Carpenter-McMillan was born and raised in Glendale, California by her parents Charles and Emma McMillan. Her father Charles was a real estate developer. She attended the University of Southern California and was a drama student there but she later dropped out and married Bill McMillan. Carpenter-McMillan worked at her mother's baby goods store to put her husband through law school. [1]
In the 1980s joined the antiabortion movement and was a representative for the Right to Life League of Southern California. [2] She drew media attention when she campaigned to force the Loma Linda University Medical Center to provide a heart to a dying newborn. Carpenter-McMillan left the movement in 1990 alleging that the movement was filled with misogynists. [3]

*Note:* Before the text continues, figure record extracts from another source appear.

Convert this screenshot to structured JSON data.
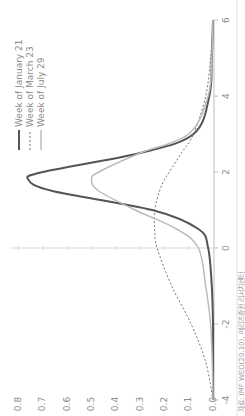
{
  "chart_data": {
    "type": "line",
    "title": "",
    "xlabel": "",
    "ylabel": "",
    "orientation": "rotated-90-ccw",
    "xlim": [
      -4,
      6
    ],
    "ylim": [
      0.0,
      0.8
    ],
    "x_ticks": [
      "-4",
      "-2",
      "0",
      "2",
      "4",
      "6"
    ],
    "y_ticks": [
      "0.0",
      "0.1",
      "0.2",
      "0.3",
      "0.4",
      "0.5",
      "0.6",
      "0.7",
      "0.8"
    ],
    "grid": false,
    "legend_position": "top-left (rotated)",
    "x": [
      -4,
      -3,
      -2,
      -1,
      0,
      0.5,
      1,
      1.5,
      1.8,
      2,
      2.5,
      3,
      4,
      5,
      6
    ],
    "series": [
      {
        "name": "Week of January 21",
        "style": "solid-dark",
        "values": [
          0.0,
          0.0,
          0.0,
          0.005,
          0.02,
          0.06,
          0.25,
          0.66,
          0.76,
          0.7,
          0.3,
          0.08,
          0.015,
          0.005,
          0.0
        ]
      },
      {
        "name": "Week of March 23",
        "style": "dashed",
        "values": [
          0.0,
          0.03,
          0.09,
          0.17,
          0.23,
          0.24,
          0.24,
          0.22,
          0.2,
          0.18,
          0.13,
          0.08,
          0.03,
          0.01,
          0.0
        ]
      },
      {
        "name": "Week of July 29",
        "style": "solid-light",
        "values": [
          0.0,
          0.003,
          0.01,
          0.03,
          0.06,
          0.15,
          0.32,
          0.47,
          0.5,
          0.47,
          0.3,
          0.1,
          0.02,
          0.005,
          0.0
        ]
      }
    ]
  },
  "legend": {
    "items": [
      "Week of January 21",
      "Week of March 23",
      "Week of July 29"
    ]
  },
  "axis": {
    "x_ticks": [
      "-4",
      "-2",
      "0",
      "2",
      "4",
      "6"
    ],
    "y_ticks": [
      "0.0",
      "0.1",
      "0.2",
      "0.3",
      "0.4",
      "0.5",
      "0.6",
      "0.7",
      "0.8"
    ]
  },
  "source": "자료: IMF WEO(20.10), 메리츠증권 리서치센터",
  "colors": {
    "jan": "#555555",
    "mar": "#777777",
    "jul": "#bbbbbb",
    "axis": "#bdbdbd",
    "text": "#8a8a8a"
  }
}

Carpenter-McMillan is an advocate of chemical castration and played a major role in the passage of the 1996 chemical castration law in California for multiple time sex offenders. [4] [5] [6]
She served as a senior advisor to Paula Jones in the 1990s during her lawsuit against President Bill Clinton. [7] She also served as her spokesperson and chaired Jones's legal fund. In 1997 Clinton was willing to settle the lawsuit that Jones brought against him for $700,000. Carpenter-McMillan advised Jones to reject Clinton's offer because the offer did not include an apology. Jones followed Carpenter-McMillan's advice, which contradicted the advice she received from her lawyers, Gilbert Davis and Joseph Cammarata. Jones eventually settled the case with Clinton for $850,000 and no apology. [8] [9] [10] [11]
In 2000 Carpenter-McMillan was not successful when she ran for the California State Assembly against Carol Liu. [12] [13] [14]
Carpenter-McMillan was portrayed by Judith Light in Impeachment: American Crime Story. [15] [16]
Monica Samille Lewinsky is an American activist and writer. A former White House intern, Lewinsky gained international celebrity status in the late 1990s as a result of the public coverage of a political scandal when U.S. President Bill Clinton admitted to having an affair with her during her days as an intern between 1995 and 1997. The affair, and its repercussions, became known later as the Clinton–Lewinsky scandal.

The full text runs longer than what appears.